California Department of Incorrections

State Department of Public Health gets it wrong on covert biolab in Reedley

The California Department of Public Health (CDPH) is demanding that the California Globe correct a story about a secret biological lab in Reedley, near Fresno. The trouble is that the Globe did not publish the report in question, and the information in the story turned out to be correct.

Newsom administration muzzled Fresno Co. disclosure of Reedley COVID lab, county officials claim,” headlined the August 8 story in the San Joaquin Valley Sun. As reporter Daniel Gligich explained, “the State of California sought to limit Fresno County’s attempts to publicize the secret Reedley biologics lab that was found to contain various materials and infectious diseases, such as COVID-19 and malaria, as well as nearly 1,000 bioengineered mice.” 

Instead of notifying the Sun, California Department of Public Health communications director Ali Bay, contacted the California Globe. “See your story on the Reedley warehouse, and it’s not accurate,” Bay wrote. “I’m requesting you correct the headline and story ASAP.” 

Thomas Buckley of the California Globe acknowledged that reporters sometimes make mistakes that need to be corrected. “Extremely rarely though,” Buckley wrote, “are corrections requested for stories another reporter wrote and that ran in a different publication.” In addition, “even more extremely rarely are such corrections requested to ‘fix’ a story that is not at all incorrect.” And as Buckley had learned, Bay’s salary is $220,000 per year “in taxpayer money.” 

Bay also claimed, “the state has worked side by side with local and federal authorities to protect public safety and public health throughout the course of this ongoing investigation and helped swiftly shut down the unlicensed warehouse,” which was “not an operating laboratory, but instead a storage facility.” Californians might compare that claim with other reports on the Reedley operation. 

Hundreds of white mice had been genetically engineered to catch and carry the Covid virus, the MidValley Times reported. The illegal lab harbored potentially infectious bacterial and viral agents, including chlamydia, E. Coli, streptococcus pneumonia, hepatitis B and C, herpes 1 and 5, rubella, malaria samples, and “thousands of vials that contained unlabeled fluids.”

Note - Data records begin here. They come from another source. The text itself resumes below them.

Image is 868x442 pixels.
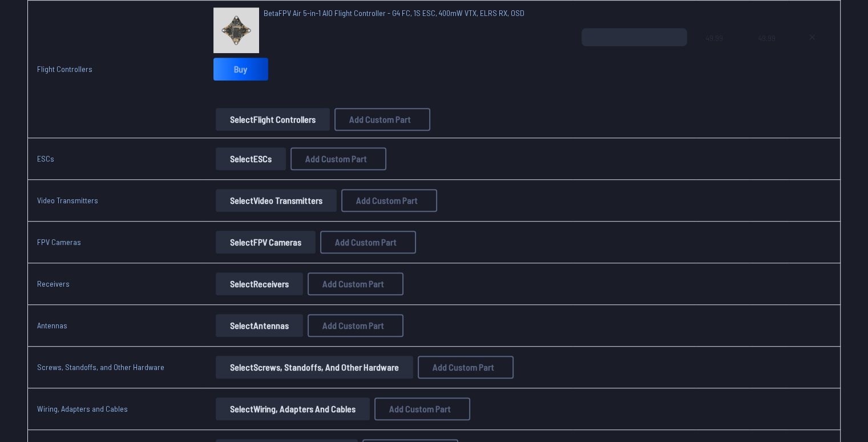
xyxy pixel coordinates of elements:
a: SelectScrews, Standoffs, and Other Hardware [213,356,416,379]
span: Add Custom Part [305,154,367,164]
a: Receivers [37,279,69,289]
span: Add Custom Part [389,405,451,414]
span: Add Custom Part [335,237,397,247]
span: Add Custom Part [356,196,418,205]
button: Add Custom Part [418,356,513,379]
button: SelectFlight Controllers [216,108,330,131]
button: SelectESCs [216,147,286,170]
span: Add Custom Part [322,321,384,330]
a: Screws, Standoffs, and Other Hardware [37,362,165,372]
button: SelectFPV Cameras [216,231,315,254]
span: Add Custom Part [349,115,411,124]
button: SelectWiring, Adapters and Cables [216,398,370,421]
a: Wiring, Adapters and Cables [37,404,128,414]
a: SelectFlight Controllers [213,108,332,131]
a: Buy [213,57,268,81]
span: Add Custom Part [433,363,495,372]
a: Video Transmitters [37,195,98,205]
a: SelectESCs [213,147,288,170]
button: SelectAntennas [216,314,303,337]
span: Add Custom Part [322,280,384,289]
a: SelectAntennas [213,314,305,337]
a: SelectReceivers [213,273,305,296]
a: SelectVideo Transmitters [213,189,339,212]
button: SelectVideo Transmitters [216,189,337,212]
span: BetaFPV Air 5-in-1 AIO Flight Controller - G4 FC, 1S ESC, 400mW VTX, ELRS RX, OSD [264,8,525,18]
a: FPV Cameras [37,237,81,247]
a: BetaFPV Air 5-in-1 AIO Flight Controller - G4 FC, 1S ESC, 400mW VTX, ELRS RX, OSD [264,8,525,19]
span: 49.99 [759,28,780,83]
button: Add Custom Part [308,273,404,296]
a: SelectFPV Cameras [213,231,318,254]
a: SelectWiring, Adapters and Cables [213,398,372,421]
a: ESCs [37,153,54,164]
button: Add Custom Part [308,314,404,337]
img: image [213,8,259,53]
button: Add Custom Part [320,231,416,254]
button: Add Custom Part [375,398,471,421]
button: SelectScrews, Standoffs, and Other Hardware [216,356,413,379]
button: SelectReceivers [216,273,303,296]
button: Add Custom Part [291,147,387,170]
a: Flight Controllers [37,64,93,74]
span: 49.99 [706,28,740,83]
button: Add Custom Part [334,108,430,131]
button: Add Custom Part [341,189,437,212]
a: Antennas [37,321,67,330]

According to court documents, 35 separate refrigerators and freezers contained biological material, blood, tissue, bodily fluid samples, and medical waste. Freezers and refrigerators set at very low temperatures “raised concerns that infectious agents were stored on site.” The property, without any proper safeguards, harbored more than 2,000 gallons of biological material and medical waste. 

Had Reedley inspectors not spotted a garden hose hooked up to the facility, the illegal operation might still be happening. On August 11, the websites of Gov. Gavin Newsom and the California Department of Public Health offered no report on the Reedley lab. 

K. Lloyd Billingsley is a Policy Fellow at the Independent Institute and a columnist at American Greatness.